Tuesday, October 31, 2006

Little Frankensteins

Since the passage of proposition 21 in 2000, California’s youth offender population has been shrinking. Prop 21 was a tough on crime law passed which enabled juveniles as young as 14 years old to be tried and convicted as adults, and sent to adult prison. Since its passage, most violent juvenile crimes have been prosecuted under prop 21, and many youth now fill California’s adult prisons---many with absurdly long sentences, including life sentences.

The gutting of the California youth prison system has been spun as a success by the Division of Juvenile Justice. But the real story is that prop 21 has effectively reduced the role of the juvenile system to that of serving only those juveniles convicted of lesser crimes—like property crimes. The whole top-tier of juvenile criminals have now, for all intents and purposes, become adult offenders.

This has created a curious new juvenile prison environment---ironically, one characterized by increased violence, chaotic living environments, and the birth of a brand new youthful offender prison mentality.

My time in the system has coincided with this transition from the old youthful offender mentality to the new, leaner and meaner version. When I entered the system in 2003, the average age for youthful offenders in the older institutions (housing offenders between the ages of 18-24) was 21 or 22 years old. This majority set the tone for the older institutions, which was for the most part ordered and relatively mature. These older guys exerted a controlling influence over the younger guys, and kept them from running amok---which was the status quo in the younger institutions (housing offenders under the age of 18).

But as these older offenders went home, and as the new generation of younger offenders with less time moved into the majority, the environment became increasingly chaotic. Before, while the population still affiliated along race lines and gang membership was standard, there existed a chain of command that enabled conflict to follow ordered channels and manifest itself in predictable patterns (staff would work with the older offenders to address conflict, many times preventing prison riots). In this environment, non-affiliated people like myself could do their time with much less worry—could go to college and school without fearing random outbursts of violence, and count on a consistently stable living environment.

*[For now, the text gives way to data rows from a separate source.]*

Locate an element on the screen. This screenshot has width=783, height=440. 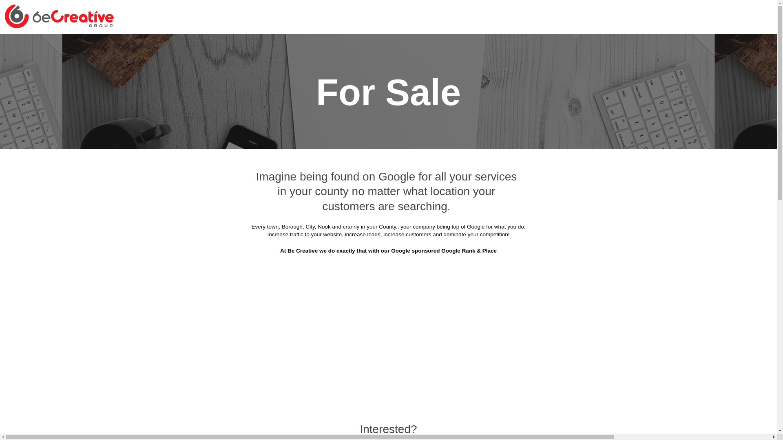
Aggregate Suppliers Bude Cornwall is located at coordinates (584, 85).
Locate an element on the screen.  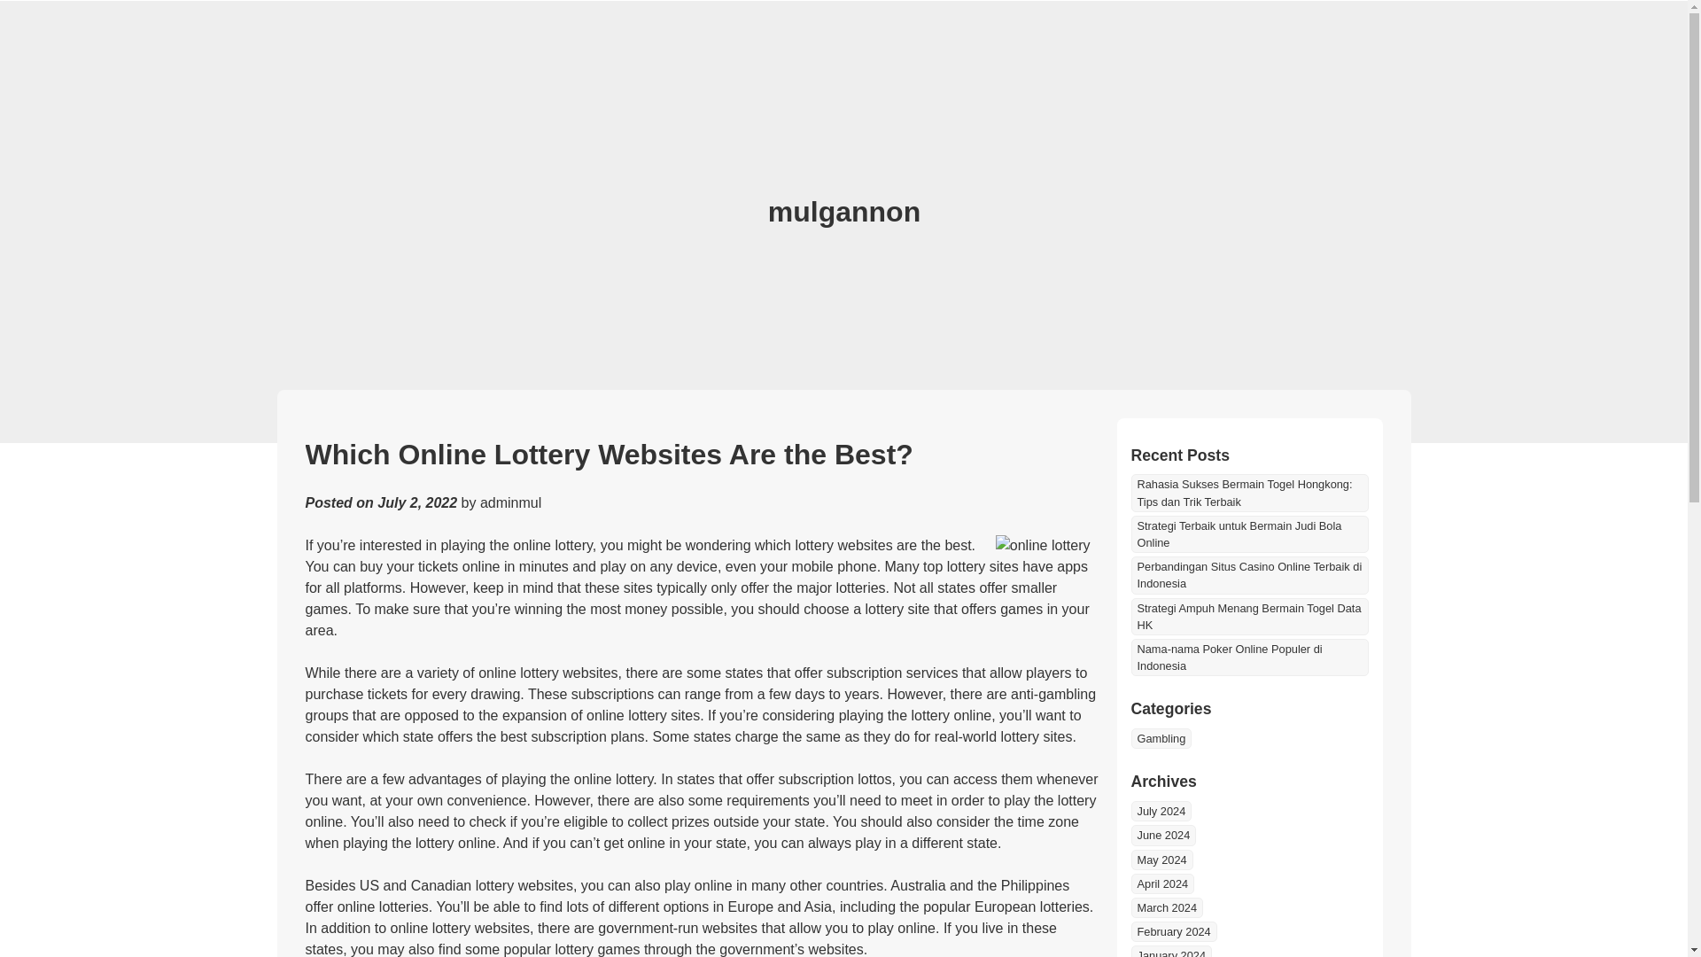
Gambling is located at coordinates (1161, 737).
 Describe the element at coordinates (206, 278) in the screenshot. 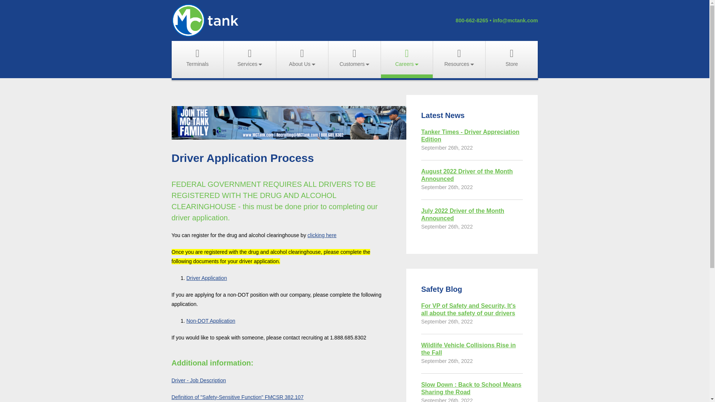

I see `Driver Application` at that location.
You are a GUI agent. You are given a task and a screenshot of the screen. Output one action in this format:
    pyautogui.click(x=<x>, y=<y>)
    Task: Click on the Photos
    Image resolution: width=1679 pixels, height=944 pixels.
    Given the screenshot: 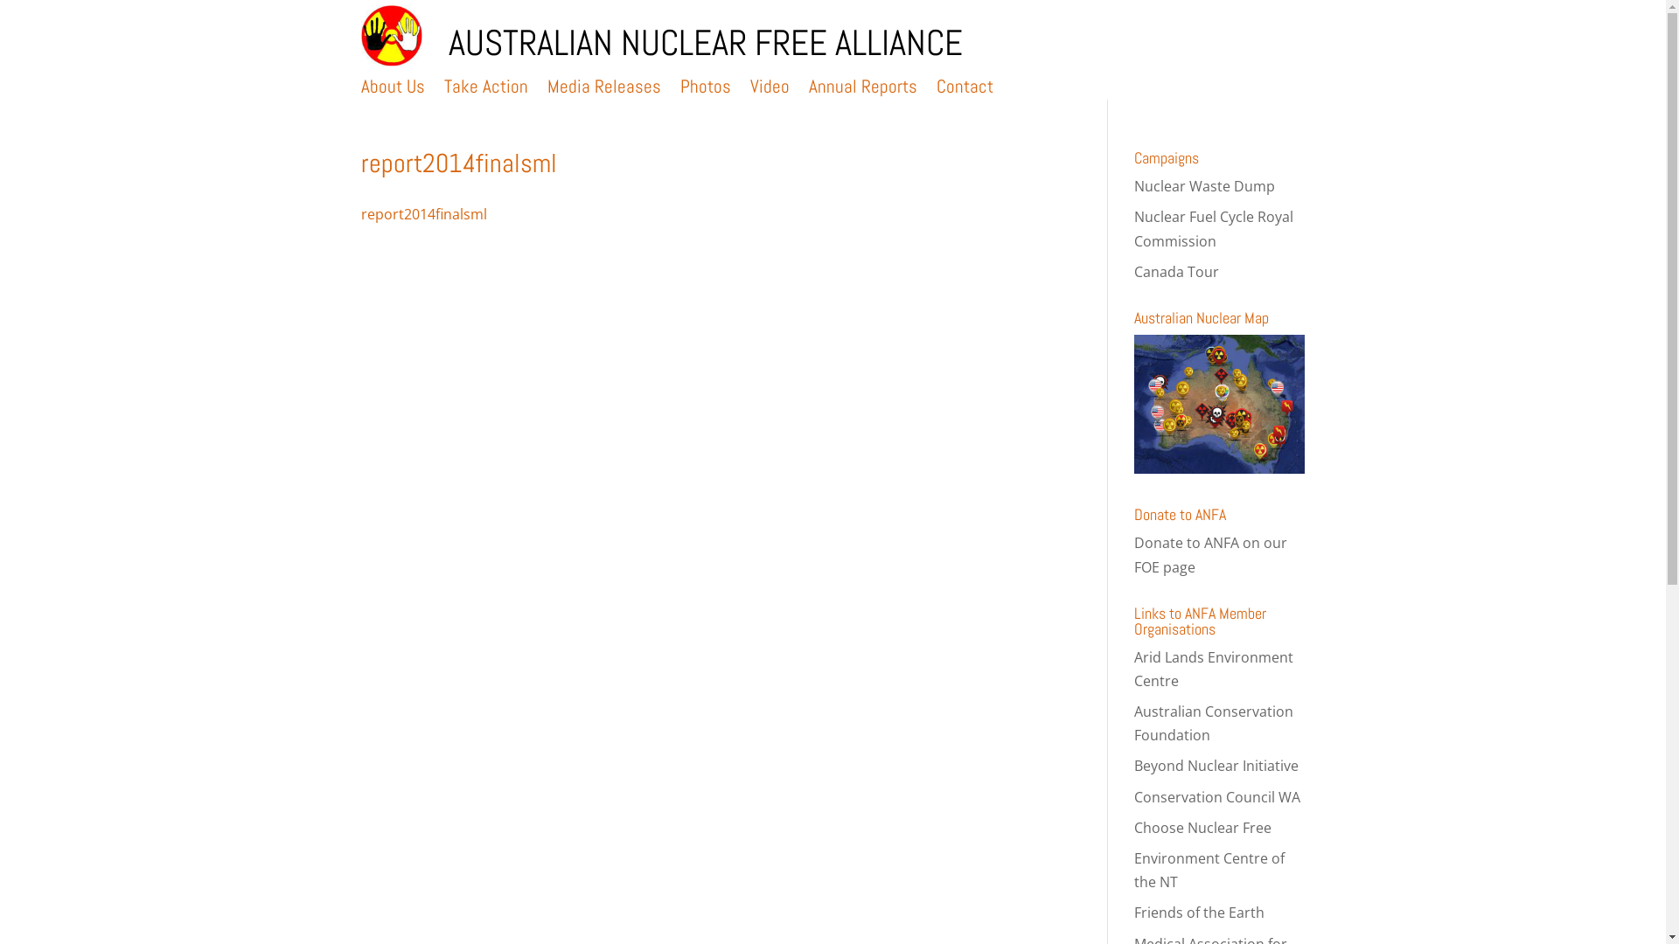 What is the action you would take?
    pyautogui.click(x=706, y=90)
    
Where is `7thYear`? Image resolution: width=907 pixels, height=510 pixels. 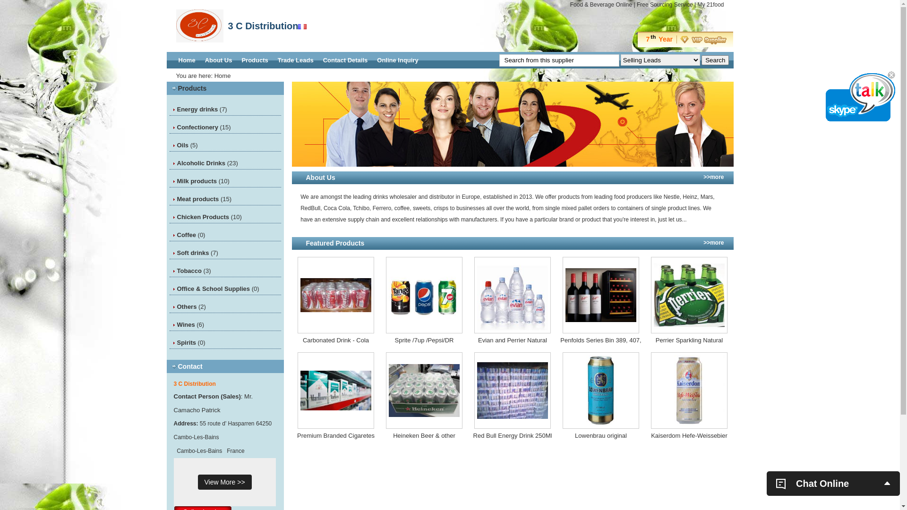
7thYear is located at coordinates (684, 39).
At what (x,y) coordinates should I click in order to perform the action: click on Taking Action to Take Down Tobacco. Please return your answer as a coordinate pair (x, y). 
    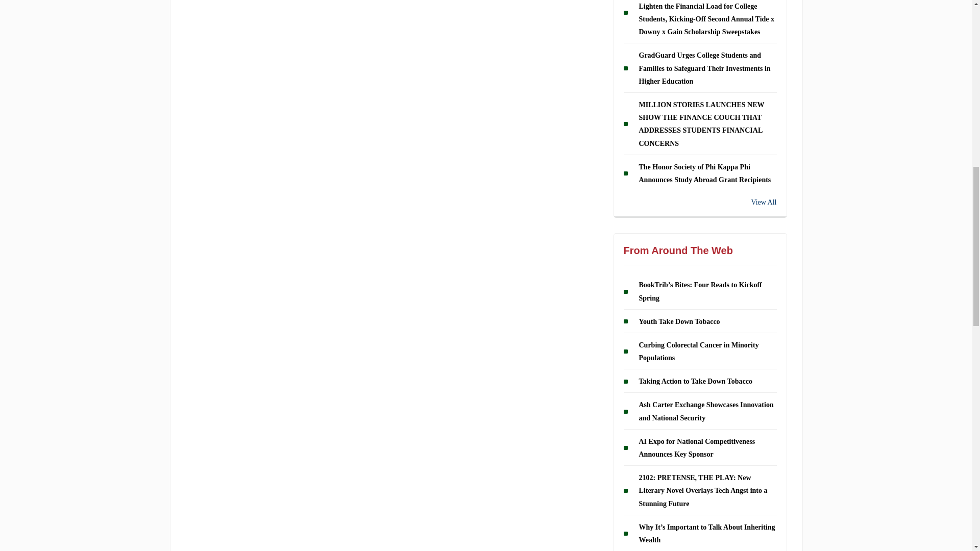
    Looking at the image, I should click on (695, 381).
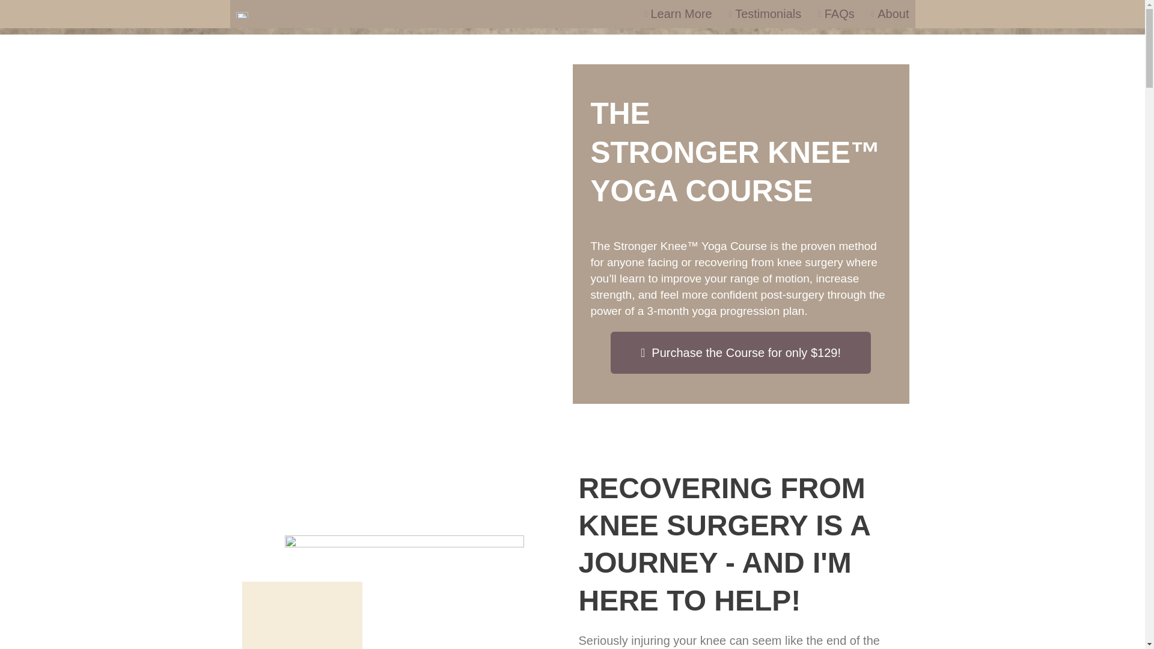 This screenshot has width=1154, height=649. I want to click on Testimonials, so click(762, 13).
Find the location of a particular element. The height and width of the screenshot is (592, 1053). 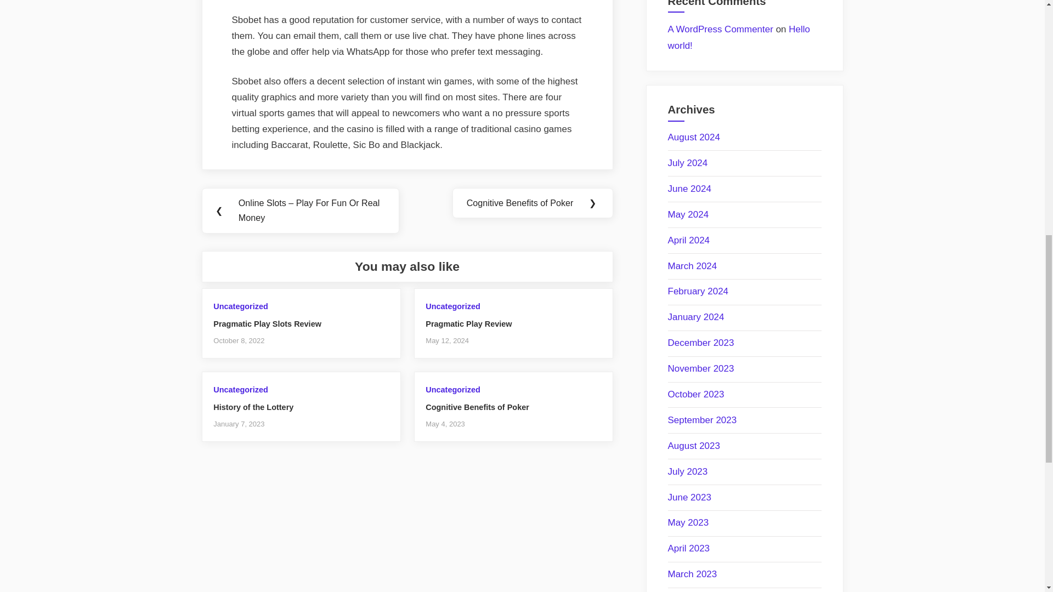

March 2024 is located at coordinates (692, 266).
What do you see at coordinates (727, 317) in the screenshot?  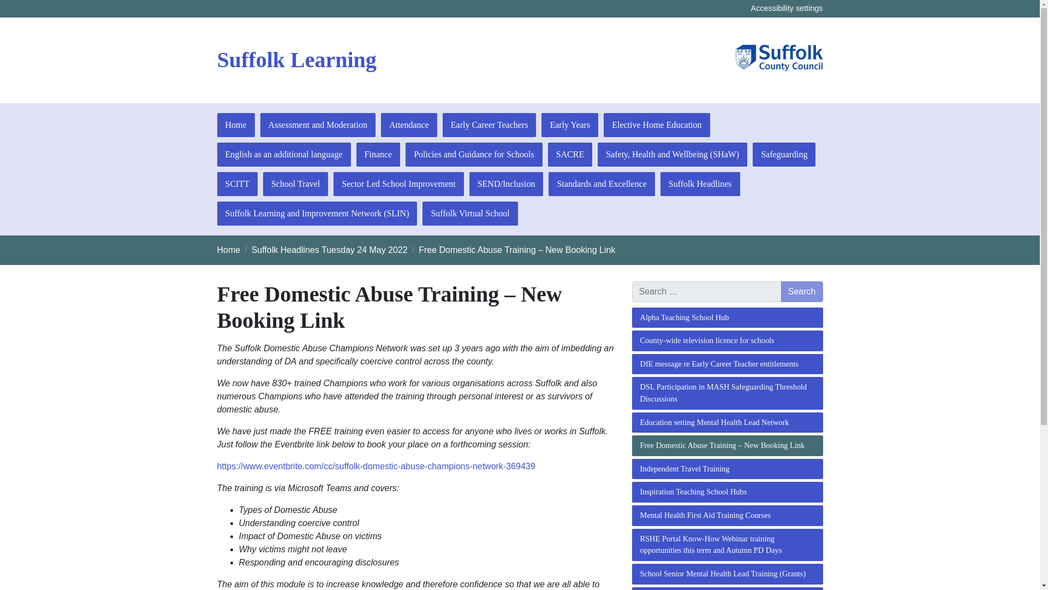 I see `Alpha Teaching School Hub` at bounding box center [727, 317].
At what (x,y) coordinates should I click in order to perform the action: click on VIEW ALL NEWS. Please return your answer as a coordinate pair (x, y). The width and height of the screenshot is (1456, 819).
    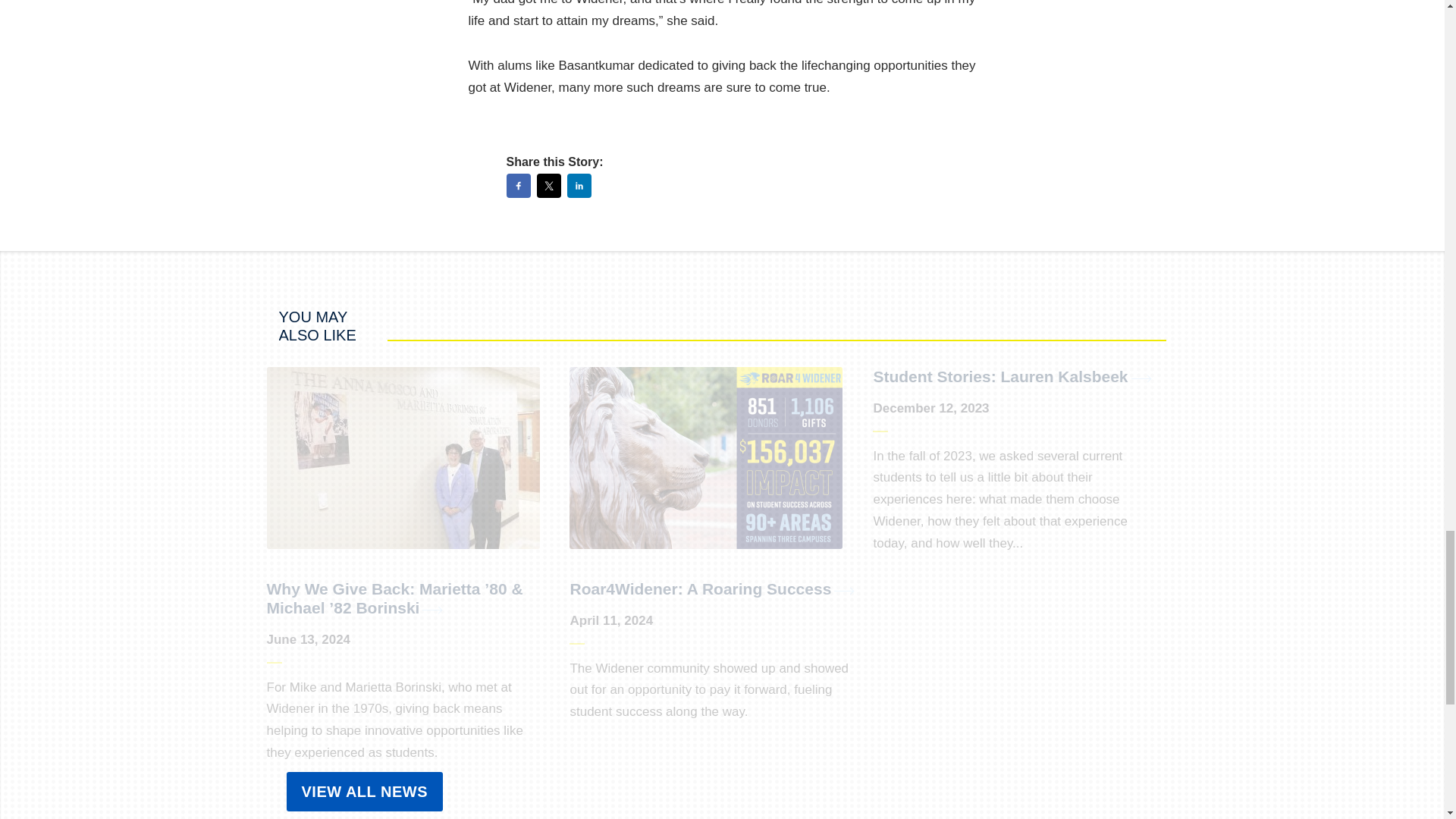
    Looking at the image, I should click on (366, 792).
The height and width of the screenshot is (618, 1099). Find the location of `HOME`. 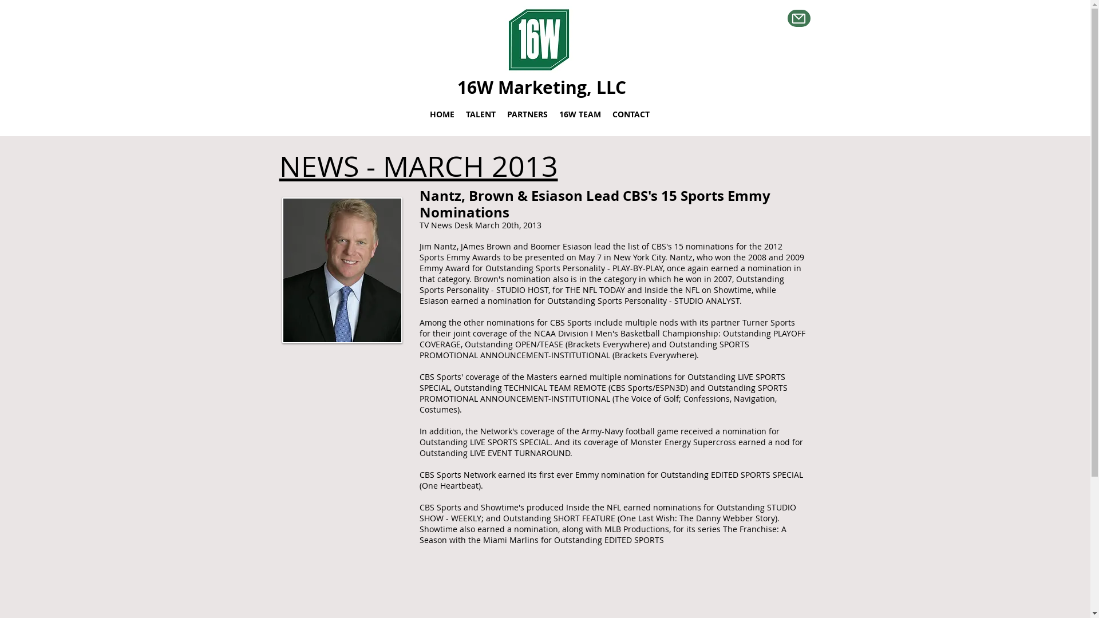

HOME is located at coordinates (442, 115).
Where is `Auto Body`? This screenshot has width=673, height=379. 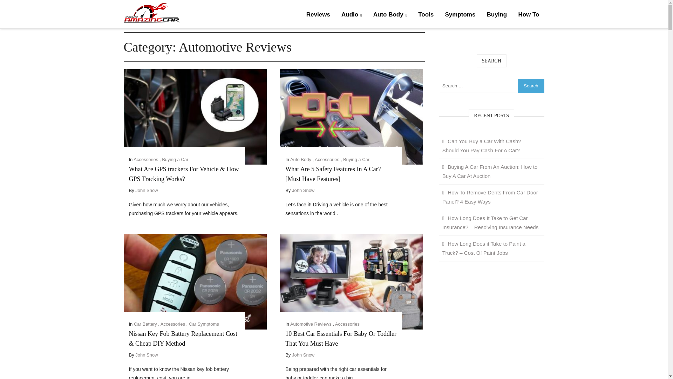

But as these older guys became a minority in the system, they could no longer exert the kind of control necessary to restrain the younger, more violence-prone generation. This younger generation began to exert its majority influence, and lacking the maturity and organization of the older more seasoned offenders, chaos began to become the defining characteristic of youth prisons. Racial tension, once checked by older, more rational offenders, began to spill out in chaotic spurts. Riots occurred at random, staff assaults increased, and the youth prisons became extremely violent---much worse because of their chaotic nature.

Now the transition from the old to the new is pretty much complete. And living in this brave new world is everyday becoming more and more impossible. Utterly random acts of racial violence are the norm, and one cannot exit their room without feeling in some degree of peril. It’s nothing like the streets of Baghdad, where such random acts of violence are usually fatal; but the stress that such constant fear produces has taken its toll on many of us---and the worst affected has been the non-affiliated offenders (like myself), who absolutely deplore the racial divisions, the violence, the gangs, etc. We’ve become easy prey in this new environment where it no longer matters whether you simply want to get your education, complete your Parole Board orders and get on with your life. Now, just the color of your skin can mark you as a target.

It has truly become the jungle.

The prison authorities have tried to reign in the chaos by segregating the units, school, and prison work positions by race, and staggering institutional movement so that offenders have only minimal contact with one another if they are of a different race. It has become commonplace to hear the staff on the other end of the phone ask when I move out from my living unit to work “What race is your ward?”

This segregation has only exacerbated things. Now tension builds up to a critical mass in multiple areas all at once---and when it erupts the prison descends into a kind of chaos I never thought was possible.